Sygnum Bank and Debifi will launch MultiSYG, a bank-backed, non-custodial platform that aims to change bitcoin loans for institutions and high-net-worth borrowers.
What is MultiSYG and when will it launch?
Sygnum Bank has partnered with lending startup Debifi to develop MultiSYG, a regulated product planned for H1 2026. The collaboration is described on the Sygnum Bank website, and the firms say the platform combines bank-grade terms with cryptographic proofs of ownership.
How is MultiSYG a non-custodial Bitcoin loans solution?
MultiSYG is built as a non custodial bitcoin loans structure: borrowers retain partial control because collateral sits in a shared wallet rather than with a single custodian. The setup uses a 5-party multi-signature wallet that requires 3 signatures to move collateral, letting borrowers verify funds onchain throughout the loan.
For additional insights into the latest advances in bitcoin multi-signature custody and large transactions, see this recent Bitcoin wallet news.
How does MultiSYG change custody for Bitcoin loans? In brief
MultiSYG embeds multi-party governance to reduce single-point-of-failure risks while preserving regulated bank services.
That hybrid aims to make secured lending acceptable to conservative counterparties without surrendering full custody. The concept aligns with the growing global trend for innovative custodial frameworks, such as those discussed in the OCC’s recent bank charter advancements.
Is this a bank backed Bitcoin loans product?
The offering is explicitly bank backed via Sygnum and targets institutional bitcoin lending desks and high net worth borrowers who demand legal separation of collateral. Institutional risk committees often prefer regulated custody arrangements; MultiSYG is positioned to meet those compliance needs. This is part of a wider phenomenon of institutional-grade bitcoin loans and reserves, seen as well in corporate treasury innovation for digital assets.
How do multi-sig Bitcoin wallets prevent rehypothecation?
Note: The 3-of-5 signing rule prevents unilateral collateral reuse and is designed to mitigate rehypothecation risk by separating signing authority from lending operations.
Separating signing authority from the lending counterparty aligns with standard audit trails and legal controls used by institutional lenders. These discussions about rehypothecation and institutional risk controls are also present in recent news about native bitcoin lending and on-chain privacy.
What do industry voices say?
“Borrowers shouldn’t need to trust a custodian blindly,” Debifi CEO Max Kei said in the announcement, and Pascal Eberle of Sygnum added that the approach combines holding keys with regulated banking terms. Industry coverage has highlighted those quotes and the model’s potential to raise institutional confidence in digital-asset lending.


> _What this task involves_
In the records below, find each line with the word "button" and copy it.

* * * * * * * * *

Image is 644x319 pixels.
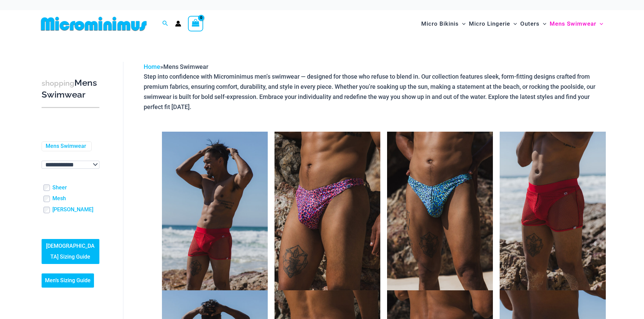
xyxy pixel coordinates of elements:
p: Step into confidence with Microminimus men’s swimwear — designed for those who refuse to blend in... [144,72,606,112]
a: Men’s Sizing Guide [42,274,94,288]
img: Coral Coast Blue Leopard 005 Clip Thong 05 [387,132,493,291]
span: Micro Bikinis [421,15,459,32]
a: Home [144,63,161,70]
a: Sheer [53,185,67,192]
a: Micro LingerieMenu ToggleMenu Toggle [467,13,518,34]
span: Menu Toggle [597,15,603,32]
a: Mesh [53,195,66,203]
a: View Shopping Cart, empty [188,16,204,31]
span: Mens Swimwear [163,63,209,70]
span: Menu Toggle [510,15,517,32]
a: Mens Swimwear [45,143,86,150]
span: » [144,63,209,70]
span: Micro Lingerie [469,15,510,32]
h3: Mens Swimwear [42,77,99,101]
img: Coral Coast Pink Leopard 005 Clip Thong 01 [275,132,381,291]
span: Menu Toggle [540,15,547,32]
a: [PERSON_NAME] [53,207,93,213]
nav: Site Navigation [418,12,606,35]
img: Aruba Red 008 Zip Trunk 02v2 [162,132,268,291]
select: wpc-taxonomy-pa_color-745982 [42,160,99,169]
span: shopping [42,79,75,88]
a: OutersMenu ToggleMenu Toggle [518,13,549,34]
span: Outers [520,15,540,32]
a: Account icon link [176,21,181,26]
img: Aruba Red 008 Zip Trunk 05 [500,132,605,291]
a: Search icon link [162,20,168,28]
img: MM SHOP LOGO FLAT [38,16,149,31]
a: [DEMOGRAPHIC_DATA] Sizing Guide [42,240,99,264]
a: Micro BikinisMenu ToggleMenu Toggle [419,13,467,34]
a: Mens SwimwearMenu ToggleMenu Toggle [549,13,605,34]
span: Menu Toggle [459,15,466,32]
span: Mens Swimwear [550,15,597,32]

* * * * * * * * *

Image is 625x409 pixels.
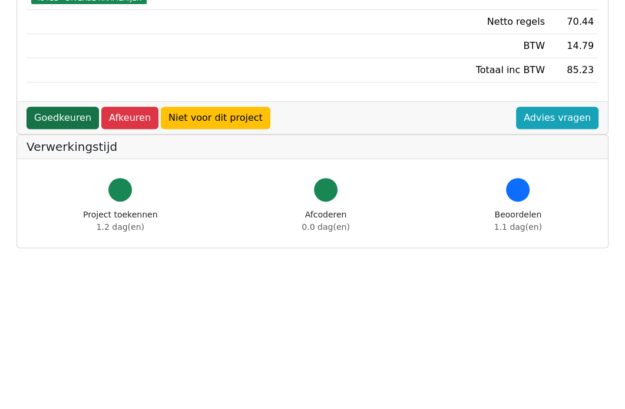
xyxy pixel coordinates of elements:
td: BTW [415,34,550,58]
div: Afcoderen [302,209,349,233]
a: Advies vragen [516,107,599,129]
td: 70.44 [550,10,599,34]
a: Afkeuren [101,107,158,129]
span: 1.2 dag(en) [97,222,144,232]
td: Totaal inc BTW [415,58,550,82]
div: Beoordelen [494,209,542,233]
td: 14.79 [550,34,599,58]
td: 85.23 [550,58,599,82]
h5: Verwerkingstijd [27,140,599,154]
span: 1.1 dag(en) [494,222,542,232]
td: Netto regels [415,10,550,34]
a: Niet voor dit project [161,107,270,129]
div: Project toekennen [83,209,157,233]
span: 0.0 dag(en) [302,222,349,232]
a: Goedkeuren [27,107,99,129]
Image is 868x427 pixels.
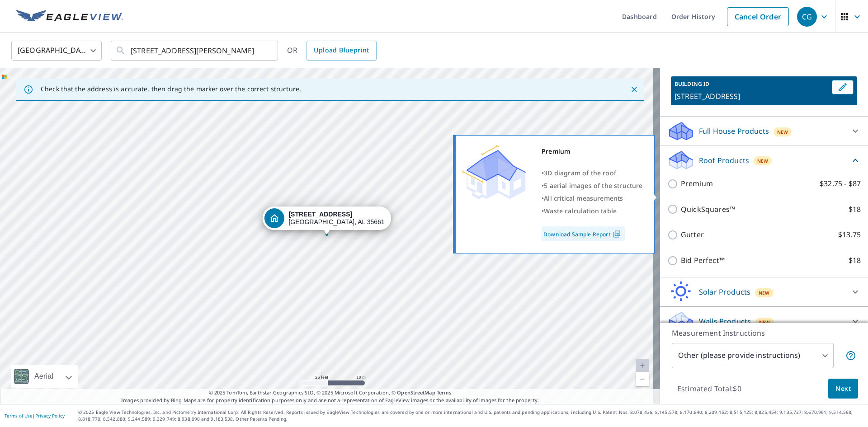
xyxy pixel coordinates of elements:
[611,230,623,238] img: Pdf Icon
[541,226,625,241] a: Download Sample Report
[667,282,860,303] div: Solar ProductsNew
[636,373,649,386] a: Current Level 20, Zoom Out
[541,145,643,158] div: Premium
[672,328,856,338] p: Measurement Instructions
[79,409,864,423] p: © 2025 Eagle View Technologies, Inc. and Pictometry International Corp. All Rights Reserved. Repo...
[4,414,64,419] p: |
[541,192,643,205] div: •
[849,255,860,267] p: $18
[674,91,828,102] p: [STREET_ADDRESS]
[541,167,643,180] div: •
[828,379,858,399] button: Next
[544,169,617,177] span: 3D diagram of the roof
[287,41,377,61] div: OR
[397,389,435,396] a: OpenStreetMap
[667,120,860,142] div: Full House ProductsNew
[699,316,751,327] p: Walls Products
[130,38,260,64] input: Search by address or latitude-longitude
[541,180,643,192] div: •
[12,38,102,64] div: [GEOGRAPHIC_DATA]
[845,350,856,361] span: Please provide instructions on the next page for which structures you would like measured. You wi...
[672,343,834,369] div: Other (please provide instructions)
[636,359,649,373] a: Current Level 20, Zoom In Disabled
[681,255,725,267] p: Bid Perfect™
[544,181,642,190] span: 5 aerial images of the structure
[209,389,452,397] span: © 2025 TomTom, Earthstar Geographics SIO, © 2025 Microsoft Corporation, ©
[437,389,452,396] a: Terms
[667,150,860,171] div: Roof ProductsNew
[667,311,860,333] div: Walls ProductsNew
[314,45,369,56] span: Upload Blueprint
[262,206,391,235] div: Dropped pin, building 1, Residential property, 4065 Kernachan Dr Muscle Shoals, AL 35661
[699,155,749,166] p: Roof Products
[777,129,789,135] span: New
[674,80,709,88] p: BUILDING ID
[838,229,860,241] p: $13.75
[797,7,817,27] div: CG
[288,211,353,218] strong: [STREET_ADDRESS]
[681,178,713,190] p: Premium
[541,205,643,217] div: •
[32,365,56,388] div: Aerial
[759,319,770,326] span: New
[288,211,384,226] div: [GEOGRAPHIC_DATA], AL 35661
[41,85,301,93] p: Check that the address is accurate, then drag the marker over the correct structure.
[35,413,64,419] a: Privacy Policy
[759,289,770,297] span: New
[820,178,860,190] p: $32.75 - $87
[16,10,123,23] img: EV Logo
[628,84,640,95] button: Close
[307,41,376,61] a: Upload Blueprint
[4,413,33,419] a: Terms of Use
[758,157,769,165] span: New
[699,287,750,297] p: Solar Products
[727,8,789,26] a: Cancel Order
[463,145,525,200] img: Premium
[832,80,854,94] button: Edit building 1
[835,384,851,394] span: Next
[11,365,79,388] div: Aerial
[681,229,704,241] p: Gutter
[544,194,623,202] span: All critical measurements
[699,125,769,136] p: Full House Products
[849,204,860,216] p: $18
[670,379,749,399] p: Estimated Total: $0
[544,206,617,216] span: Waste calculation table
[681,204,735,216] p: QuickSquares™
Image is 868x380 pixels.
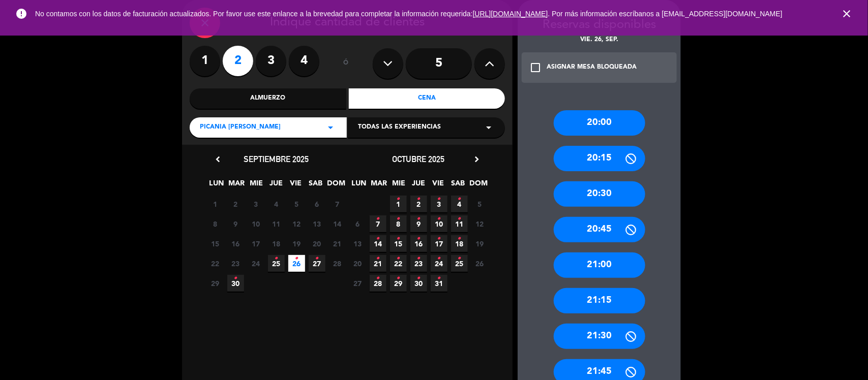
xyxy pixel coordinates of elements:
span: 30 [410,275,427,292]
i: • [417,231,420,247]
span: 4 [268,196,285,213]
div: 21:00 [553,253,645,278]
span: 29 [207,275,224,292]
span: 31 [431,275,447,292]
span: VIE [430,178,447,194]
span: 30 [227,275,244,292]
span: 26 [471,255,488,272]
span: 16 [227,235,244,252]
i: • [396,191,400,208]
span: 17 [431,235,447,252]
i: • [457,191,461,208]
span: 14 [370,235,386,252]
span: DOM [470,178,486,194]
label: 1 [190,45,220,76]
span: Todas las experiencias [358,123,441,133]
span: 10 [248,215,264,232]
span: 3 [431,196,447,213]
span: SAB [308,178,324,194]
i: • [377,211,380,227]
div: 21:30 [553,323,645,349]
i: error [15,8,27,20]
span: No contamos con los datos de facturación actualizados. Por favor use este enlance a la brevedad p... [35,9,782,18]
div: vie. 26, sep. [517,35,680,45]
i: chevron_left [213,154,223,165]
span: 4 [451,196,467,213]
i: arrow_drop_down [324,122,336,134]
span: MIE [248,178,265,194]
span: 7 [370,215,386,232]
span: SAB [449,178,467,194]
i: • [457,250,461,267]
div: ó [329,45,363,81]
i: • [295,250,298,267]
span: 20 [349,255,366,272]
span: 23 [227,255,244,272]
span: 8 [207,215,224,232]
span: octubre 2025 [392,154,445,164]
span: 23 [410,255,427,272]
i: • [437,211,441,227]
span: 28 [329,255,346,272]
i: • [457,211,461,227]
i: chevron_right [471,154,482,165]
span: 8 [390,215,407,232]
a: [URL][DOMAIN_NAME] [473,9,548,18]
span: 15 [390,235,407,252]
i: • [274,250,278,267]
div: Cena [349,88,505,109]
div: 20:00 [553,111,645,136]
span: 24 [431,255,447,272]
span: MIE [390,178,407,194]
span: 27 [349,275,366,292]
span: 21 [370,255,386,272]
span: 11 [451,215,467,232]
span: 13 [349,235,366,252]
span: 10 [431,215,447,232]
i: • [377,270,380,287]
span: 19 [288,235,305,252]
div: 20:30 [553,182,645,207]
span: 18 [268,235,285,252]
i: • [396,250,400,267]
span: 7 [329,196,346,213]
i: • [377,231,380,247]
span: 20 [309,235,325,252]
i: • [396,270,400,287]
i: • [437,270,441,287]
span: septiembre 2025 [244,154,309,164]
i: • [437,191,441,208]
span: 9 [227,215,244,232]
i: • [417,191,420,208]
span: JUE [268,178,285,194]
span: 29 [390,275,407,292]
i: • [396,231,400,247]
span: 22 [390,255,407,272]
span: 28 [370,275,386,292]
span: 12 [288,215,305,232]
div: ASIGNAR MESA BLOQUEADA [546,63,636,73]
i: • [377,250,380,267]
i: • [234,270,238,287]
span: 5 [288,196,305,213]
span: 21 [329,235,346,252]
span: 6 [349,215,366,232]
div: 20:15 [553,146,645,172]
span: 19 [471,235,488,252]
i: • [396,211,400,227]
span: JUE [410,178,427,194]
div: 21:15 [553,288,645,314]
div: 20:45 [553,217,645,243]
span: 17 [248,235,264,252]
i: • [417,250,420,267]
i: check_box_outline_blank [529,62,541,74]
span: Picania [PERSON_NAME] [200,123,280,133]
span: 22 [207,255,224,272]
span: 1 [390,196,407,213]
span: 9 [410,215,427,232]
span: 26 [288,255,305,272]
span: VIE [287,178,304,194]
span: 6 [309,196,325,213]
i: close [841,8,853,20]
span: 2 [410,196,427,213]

* * * * * * * * *

> _Solution to this problem_
[828,379,858,399] button: Next
[628,84,640,95] button: Close
[832,80,854,94] button: Edit building 1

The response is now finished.